As experts claim, every athlete has their own weakness. Suppose yours is the ankle of your right leg. No matter how careful you get in the sports fields, you end up injuring this ankle time after time. To avoid the recurrence of this injury in the future, you can take advantage of regenerative medicine.

5. Organ Transplants

As a sports and fitness enthusiast, you’re not immune to conditions that may necessitate the replacement of your organs and tissues. Some of the commonly transplanted organs include:

  • Heart
  • Kidney
  • Liver
  • Pancreas
  • Lung

You may also require the replacement of tissues such as:

  • Tendons
  • Veins
  • Cartilage
  • Skin
  • Bones
  • Heart valves
  • Corneal tissue

Most of these come from fellow humans whose blood groups are compatible with yours.
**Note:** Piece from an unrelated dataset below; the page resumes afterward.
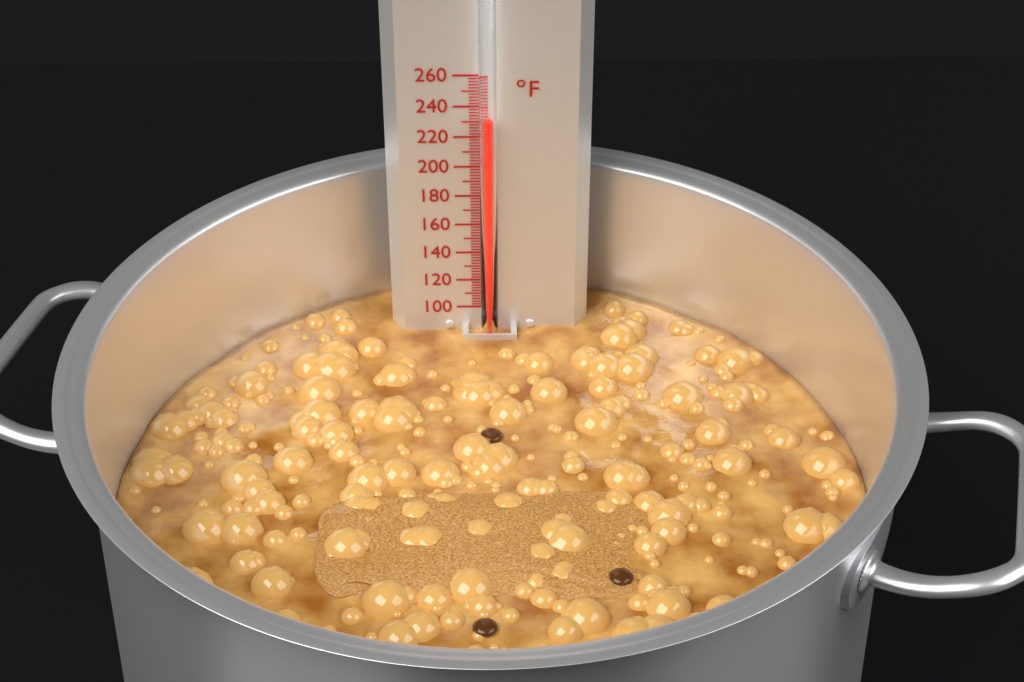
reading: 234 °F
Otherwise, tissues such as cartilage can be obtained from animals. Once transplanted, the new organs and tissues need to seamlessly bond with the rest of your system to ensure proper functionality. This can be facilitated by regenerative medicine.

Alternatively, new tissue can be manufactured by growing cells around scaffolds. This can be used to repair or replace parts of bones, blood vessels, skin, cartilage, bladder, muscles, and related tissues.
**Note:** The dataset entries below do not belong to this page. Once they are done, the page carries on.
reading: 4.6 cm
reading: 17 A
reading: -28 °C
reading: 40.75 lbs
How To Choose a Regenerative Medicine Specialist

Regenerative medicine treatment is a very delicate treatment procedure. For instance, poor storage and transportation of stem cells obtained from amniotic fluid and placenta tissue may result in them dying. In case you’re injected with such, you don’t expect your injury to heal as expected.
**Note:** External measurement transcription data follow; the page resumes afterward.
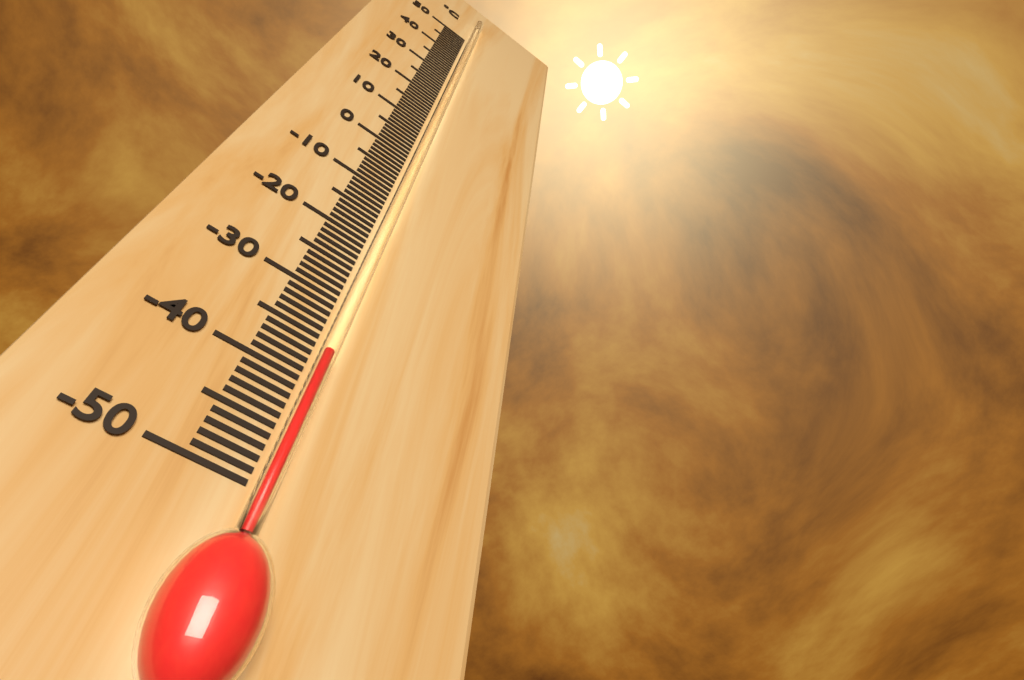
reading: -37 °C
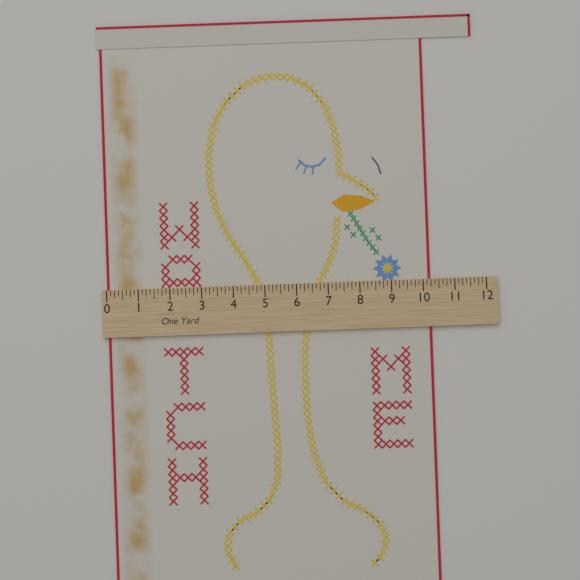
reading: 10.250 in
And that tells you the need to choose a regenerative medicine specialist that knows how to do their work. Here are some factors to consider when you go looking for one:

  • Qualifications: Does the physician in question have relevant training to handle tissue regeneration? Ask them to show you their certifications. Don’t settle for a self-taught individual. Professional training and certification impart some level of knowledge that can’t be obtained by, perhaps, searching for information online.
  • Experience: Aside from training, has the doctor treated injuries using regenerative medicine? Did the patients heal? Or they got worse? Look into such issues to avoid disappointments. If the treatment didn’t work for others, you might not be very confident that it’ll work for you.
  • Treatment Type: As mentioned at the beginning of this article, regenerative medicine treatment can be done through the use of stem cells, platelet-rich plasma, prolotherapy, or surgery. You need to know what type of treatment a particular physician offers. Not every doctor offers all these. Also, not all these options may be viable for your specific condition.
  • Treatment Procedure: Inquire whether the procedure involves the use of anesthetics and other additives. General anesthesia puts you into a sleep-like condition so that you don’t feel pain as surgery goes on. This may be accompanied by side effects like postoperative cognitive dysfunction and breathing problems. Local anesthesia numbs only a part of your body, usually the area undergoing surgery.

While anesthesia is generally safe, conditions like high blood pressure, diabetes, obstructive sleep apnea, seizures, smoking, alcohol addiction, and the use of certain medication can increase your risk of complications.

Therefore, if you have any of these conditions, it’s in your best interest to avoid regenerative medicine treatment that involves the use of anesthetics.

  • Equipment Usage: Will the doctor be using tools like ultrasound and fluoroscopy to guide the injections? It’s good to have these details. If so, you’d want to ensure that they have additional certification for the use of these tools. Non-professional use of ultrasound equipment can lead to damage of tissue as body temperature increases beyond the maximum threshold.

To Conclude

Regenerative medicine is very helpful for sports injuries that can’t be fully treated using traditional methods like ice therapy, massage therapy, acupuncture, and the like. If done properly, it may lead to complete healing of tissues and organs and even make the organs and tissues stronger and more functional than they originally were. Just make sure to work with professionally trained and certified physicians, who also have vast experience in using this treatment method.